All of which would be fine if she were contributing to the show instead of distracting from it. But her hammy Holly Holiday is just a purposeless and implausible excuse for Academy Award® Winner Gwyneth Paltrow to be out-ray-geous and show that she can do comedy too! Even Glee’s most outlandish characters are generally anchored in some real conflict that keeps them from utterly floating off into the crazysphere, and gives their dramatic moments some heft. Holly, though, simply has some kind of generic “damage” in her past that’s an excuse for her to act out and give some veneer of humanity to her quickly engineered romance with Will.

Certainly some of this is the fault of the writing, but it’s incumbent on Academy Award® Winner Gwyneth Paltrow to find the kernel of reality in this character. Instead, every moment of Holly’s time on screen suggests that the reason for her existence—like, evidently, that of the entire world—is to make sure that guest star Academy Award® Winner Gwyneth Paltrow has a good time.

That said, I was seriously impressed with how the high-concept episode managed to find the pathos and heartbreak in a relationship that I never expected the show to take seriously: Santana and Brittany’s friendship with benefits. When we first found them fooling around in the first season, it seemed like just another example of Glee showing it could be outré and subversive in a primetime teen show. (The idea that the two would just conveniently use each other for pleasure also fit the show’s early characterization of both as rapacious mean girls.)

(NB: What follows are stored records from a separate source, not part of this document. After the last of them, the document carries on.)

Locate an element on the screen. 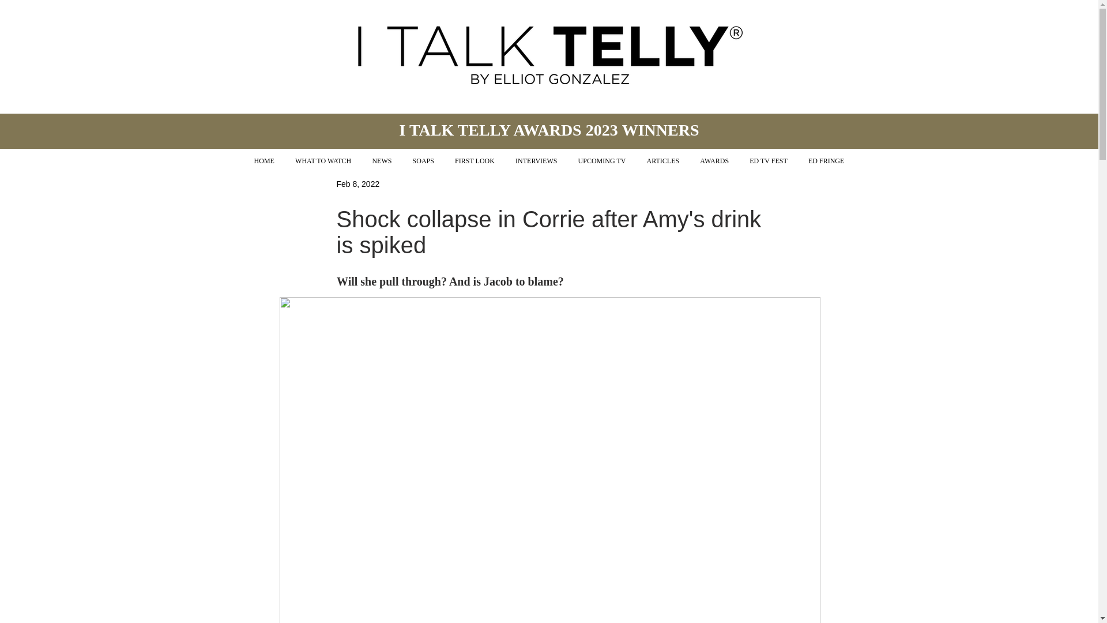 This screenshot has height=623, width=1107. HOME is located at coordinates (264, 161).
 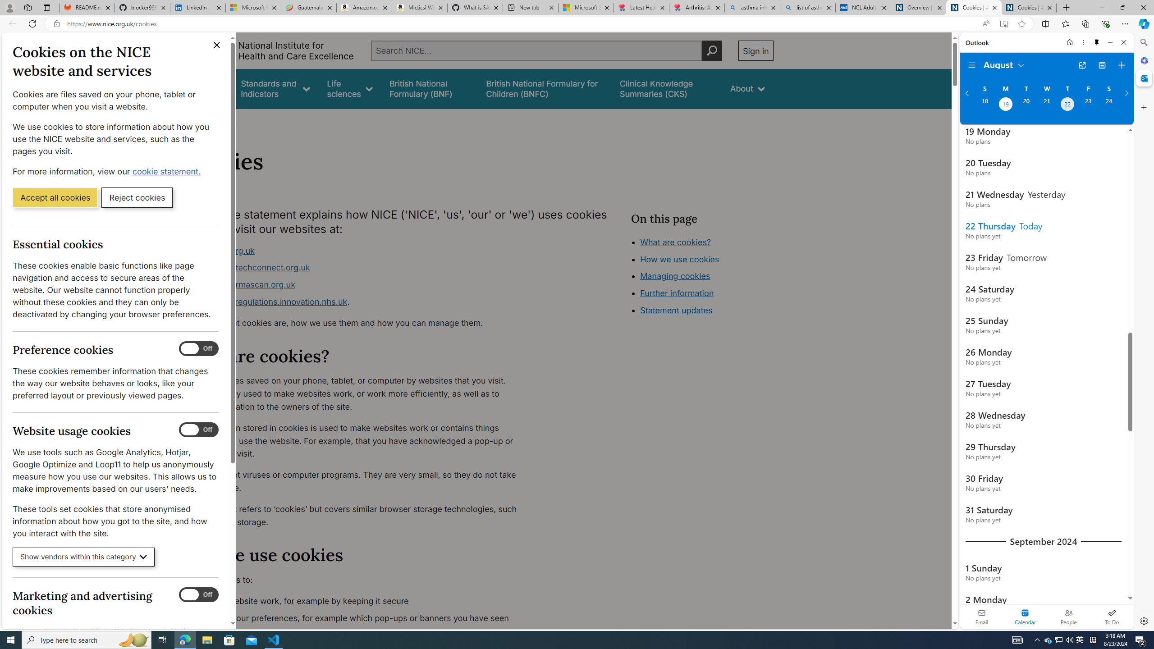 I want to click on make our website work, for example by keeping it secure, so click(x=359, y=601).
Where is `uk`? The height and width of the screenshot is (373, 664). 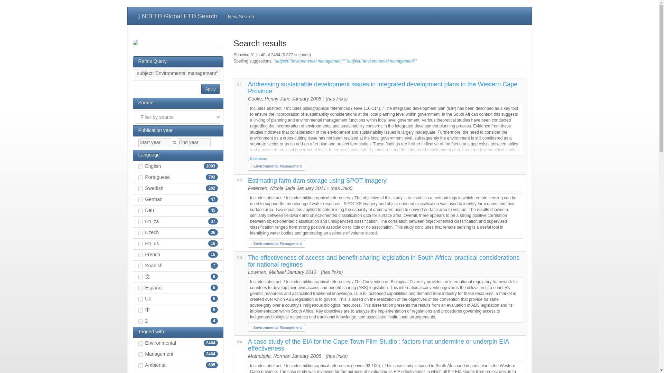 uk is located at coordinates (140, 299).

Yet, as Mr. Hummel says, sex does something to you even when you think it isn’t—this being the message that, as Glee meta-acknolwedged, it was hiding in the viewer’s dessert—and good on Glee for facing up to it. You could argue that Santana’s emotional turn was too sudden, but I don’t think it was: rather, it was the revelation that a relationship she (and the show) had treated casually was anything but all along. Naya Rivera, who’s had a strong run of episodes this season, did good work not just revealing Santana’s feelings but showing how difficult it was for her, while Brittany demonstrated that she may lack understanding of the basics of biology (and reality) but is emotionally more intelligent than she looks. And their separate-but-together performance on “Landslide”—look away from Academy Award® Winner Gwyneth Paltrow making goo-goo eyes at Matthew Morrison! It’s not all about her!—was surprisingly poignant.

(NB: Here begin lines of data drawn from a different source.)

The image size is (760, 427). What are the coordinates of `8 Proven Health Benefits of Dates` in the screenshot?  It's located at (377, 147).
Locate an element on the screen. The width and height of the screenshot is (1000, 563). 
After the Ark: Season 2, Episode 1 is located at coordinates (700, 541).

Also moving, but not surprisingly so, was Burt Hummel’s sit-down with son Kurt. Whenever Mike O’Malley and Chris Colfer have a scene together, it’s as if someone flipped the channel and we’re suddenly watching an alternate-universe version of Glee where the show treats every moment genuinely, even the comedic ones. Here too, the storyline picked up on an earlier one that I wondered if the show might simply drop: Kurt’s complaint to his father that he needs man-to-man advice from his dad as much (maybe more) than a straight son would.

That Kurt is uncomfortable hearing the advice when it actually comes is ironic but true to life. Partly because of his circumstances, partly because of his personality, Kurt is a relative sexual innocent—and yet he’s mature enough to know that he is, and to know why he is afraid of changing. (This also ties into the episode’s larger theme, which is that kids can at the same time be highly sexualized and yet sexually naive—even, or especially, very sexually active ones.) And O’Malley, who really seems to exist in a different emotional dimension from most of Glee’s adults, sells both Burt’s determination and awkwardness in helping his son, without turning it into an afterschool special.

Either of these storylines would have made an excellent note for “Sexy” to close on. Instead, we went out with Mr. Schu and America’s most famous substitute teacher locking lips, which suggests that Glee is not yet done with Holly Holiday. At least not until Academy Award® Winner Gwyneth Paltrow decides that she wants to be an astronaut.